1) Passing the token in the query string 2) Storing the token in a cookie which then gets passed to the server when WithCredentials is set to true
The first method isn't great practice - even through websocket communication is encrypted, query strings may be logged by servers etc.
The second method I have got working on my local machine but it doesn't work once deployed because my client and server reside on different domains. So basically, I have an Angular site that has one domain (eg. client.com) and a WebAPI site that alls CORS with a completely different domain (eg. server.com). On my browser, if I'm on client.com, I cannot set a cookie that gets sent to server.com on a request.
What is a good way to authenticate websockets when client and server sit on different domains?
回答1:
The WebSocket Protocol specification doesn't specify any particular way for authentication.
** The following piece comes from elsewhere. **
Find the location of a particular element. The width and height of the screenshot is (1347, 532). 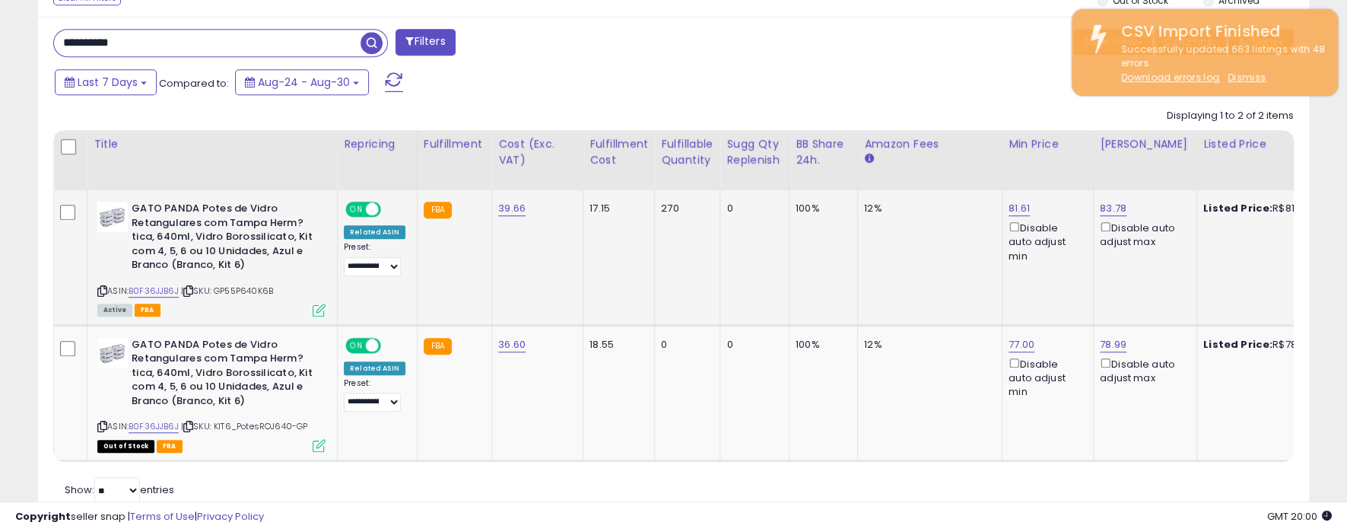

You need to perform the authentication during the handshake phase and for that you can use any HTTP authentication mechanism like Basic, Digest, etc.
Further you could look into JWT token based authentication. Angular app can store the token in local storage and send it as a Transport header during the handshake request to the server. If the token is invalid, server can terminate the WebSocket connection upgrade request and the Angular app can re-direct the user to login page.